As we've previously explained, the R&E credit is one of the largest of over 50 "tax extender" provisions that expired at the end of last year. Extending the current credit permanently would cost $77 billion (before interest), and expanding it as the Ways and Means bill does would cost nearly $160 billion. Adding in the cost of the other extenders Ways and Means proposed to make permanent would increase the total cost to $310 billion, and also making permanent the other expired extenders would raise the total cost to almost $530 billion (or more than $770 billion when bonus depreciation is included).
The graph below shows that debt would climb to 79 percent of GDP by the end of the decade if the current tax provisions are extended, without even considering the expanded credit.
The White House's statement makes the case that these costs should be offset:
By making the R&D credit permanent without offsets, H.R. 4438 would add $156 billion to the deficit over the next 10 years. Moreover, if this same, unprecedented approach of making major traditional tax extenders permanent without offsets were followed for the other traditional tax extenders, it would add $500 billion or more to deficits, wiping out most of the deficit reduction achieved through the American Taxpayer Relief Act of 2013. Last month, House Republicans themselves passed a budget resolution that required offsetting any tax extenders that were made permanent with other revenue measures.

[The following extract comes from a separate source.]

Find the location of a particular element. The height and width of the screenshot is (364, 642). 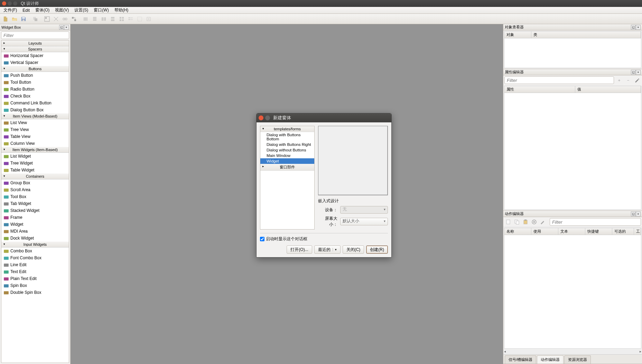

The deficit increase in H.R. 4438 is more than fifteen times the cost of the proposed extension of emergency unemployment benefits, which Republicans are insisting be offset, and more than double the discretionary funding increases for defense and non-defense priorities such as research and development in the Bipartisan Budget Act of 2013, which were offset. House Republicans also are making clear their priorities by rushing to make business tax cuts permanent without offsets even as the House Republican budget resolution calls for raising taxes on 25 million working families and students by letting important improvements to the Earned Income Tax Credit, Child Tax Credit, and education tax credits expire.
In a statement defending its approach, the Ways and Means Committee noted that tax extenders have not traditionally been paid for. However, failing to offset the cost of the extenders would run contrary to all six proposed budgets this year, including the House-passed Republican budget and the Ryan-Murray budget agreement, which functionally serves as this year's budget. Each of these budgets call for revenues at or above CBO's current law baseline, implicitly assuming that all temporary tax breaks are either allowed to expire or are offset with revenue increases elsewhere. Moreover, failing to offset these provisions in the past contributed to today’s high levels of debt. Past precedent is not a good reason for continuing this irresponsible approach to budgeting.
We appreciate the President's support for pay-as-you-go budget rules, which state that Congress needs to offset the costs of any new program or tax cut. We support these rules strongly and believe they should be universally held, not selectively applied. We hope the Administration will be an equally strong advocate for pay-as-you-go rules when it comes to any new spending program or tax cut – whether temporary or permanent – to avoid making a bad debt situation even worse.